A list of his Latin tracts and sermons is given by Wood, and others, some of which were never printed, appear in Bale. Four editions of the Actes and Monuments appeared in Foxe’s lifetime. The eighth edition (1641) contains a memoir of Foxe purporting to be by his son Samuel, the MS. of which is in the British Museum (Lansdowne MS. 388). Samuel Foxe’s authorship is disputed, with much show of reason, by Dr S.R. Maitland in On the Memoirs of Foxe ascribed to his Son (1841). The best-known modern edition of the Martyrology is that (1837-1841) by the Rev. Stephen R. Cattley, with an introductory life by Canon George Townsend. The numerous inaccuracies of this life and the frequent errors of Foxe’s narrative were exposed by Dr Maitland in a series of tracts (1837-1842), collected (1841-1842) as Notes on the Contributions of the Rev. George Townsend, M.A. ... to the New Edition of Fox’s Martyrology. The criticism lavished on Cattley and Townsend’s edition led to a new one (1846-1849) under the same editorship. A new text prepared by the Rev. Josiah Pratt was issued (1870) in the “Reformation Series” of the Church Historians of England, with a revised version of Townsend’s Life and appendices giving copies of original documents. Later edition by W. Grinton Berry (1907).
Foxe’s papers are preserved in the Harleian and Lansdowne collections in the British Museum. Extracts from these were edited by J.G. Nichols for the Camden Society (1859). See also W. Winters, Biographical Notes on John Foxe (1876); James Gairdner, History of the English Church in the Sixteenth Century.
[1] Printed by Oporinus and Nicolaus Brylinger. The title is Rerum in ecclesia gestarum ... pars prima, in qua primum de rebus per Angliam et Scotiam gestis atque in primis de horrenda sub Maria nuper regina persecutione narratio continetur.

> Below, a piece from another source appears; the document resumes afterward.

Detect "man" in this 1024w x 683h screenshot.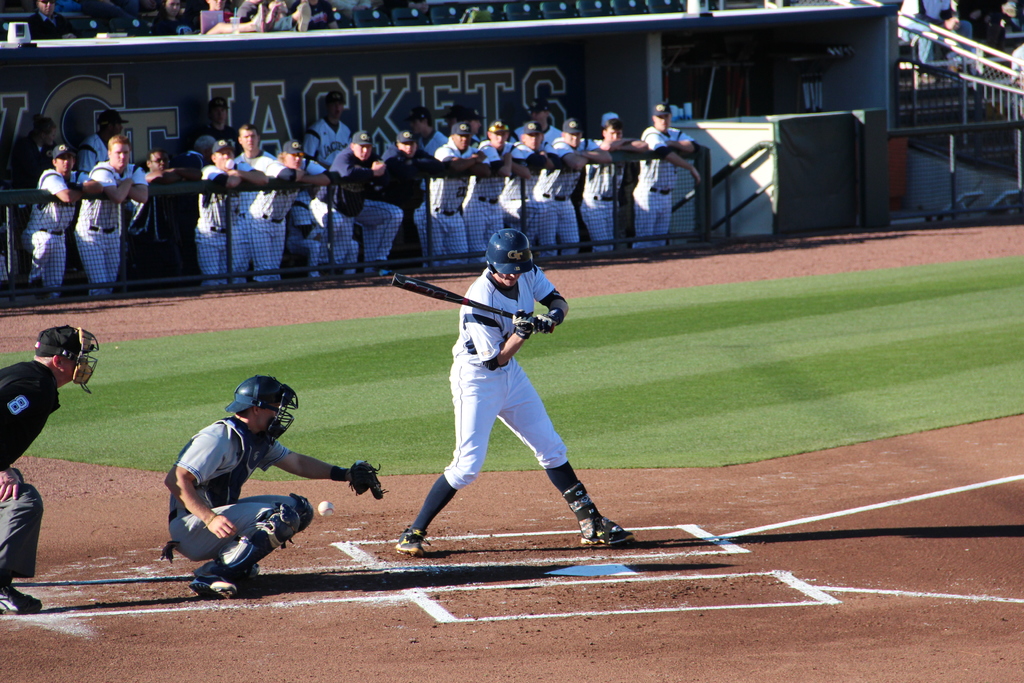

FOXGLOVE, a genus of biennial and perennial plants of the natural order Scrophulariaceae. The common or purple foxglove, D. purpurea, is common in dry hilly pastures and rocky places and by road-sides in various parts of Europe; it ranges in Great Britain from Cornwall and Kent to Orkney, but it does not occur in Shetland or in some of the eastern counties of England. It flourishes best in siliceous soils, and is not found in the Jura and Swiss Alps. The characters of the plant are as follows: stem erect, roundish, downy, leafy below, and from 18 in. to 5 ft. or more in height; leaves alternate, crenate, rugose, ovate or elliptic oblong, and of a dull green, with the under surface downy and paler than the upper; radical leaves together with their stalks often a foot in length; root of numerous, slender, whitish fibres; flowers 1¾-2½ in. long, pendulous, on one side of the stem, purplish crimson, and hairy and marked with eye-like spots within; segments of calyx ovate, acute, cleft to the base; corolla bell-shaped with a broadly two-lipped obtuse mouth, the upper lip entire or obscurely divided; stamens four, two longer than the other two (didynamous); anthers yellow and bilobed; capsule bivalved, ovate and pointed; and seeds numerous, small, oblong, pitted and of a pale brown. As Parkinson remarks of the plant, “It flowreth seldome before July, and the seed is ripe in August”; but it may occasionally be found in blossom as late as September. Many varieties of the common foxglove have been raised by cultivation, with flowers varying in colour from white to deep rose and purple; in the variety gloxinioides the flowers are almost regular, suggesting those of the cultivated gloxinia. Other species of foxglove with variously coloured flowers have been introduced into Britain from the continent of Europe. The plants may be propagated by unflowered off-sets from the roots, but being biennials are best raised from seed.
| Foxglove (Digitalis purpurea), one-third nat. size. |
| 1. Corolla cut open showing the four stamens; rather more than half nat. size. 2. Unripe fruit cut lengthwise, showing the thick axial placenta bearing numerous small seeds. 3. Ripe capsule split open. |
The foxglove, probably from folks’-glove, that is fairies’ glove, is known by a great variety of popular names in Britain. In the south of Scotland it is called bloody fingers; farther north, dead-men’s-bells; and on the eastern borders, ladies’ thimbles, wild mercury and Scotch mercury. In Ireland it is generally known under the name of fairy thimble. Among its Welsh synonyms are menyg-ellyllon (elves’ gloves), menyg y llwynog (fox’s gloves), bysedd cochion (redfingers) and bysedd y cwn (dog’s fingers). In France its designations are gants de notre dame and doigts de la Vierge. The German name Fingerhut (thimble) suggested to Fuchs, in 1542, the employment of the Latin adjective digitalis as a designation for the plant. Other species of foxglove or Digitalis although found in botanical collections are not generally grown. For medicinal uses see [Digitalis].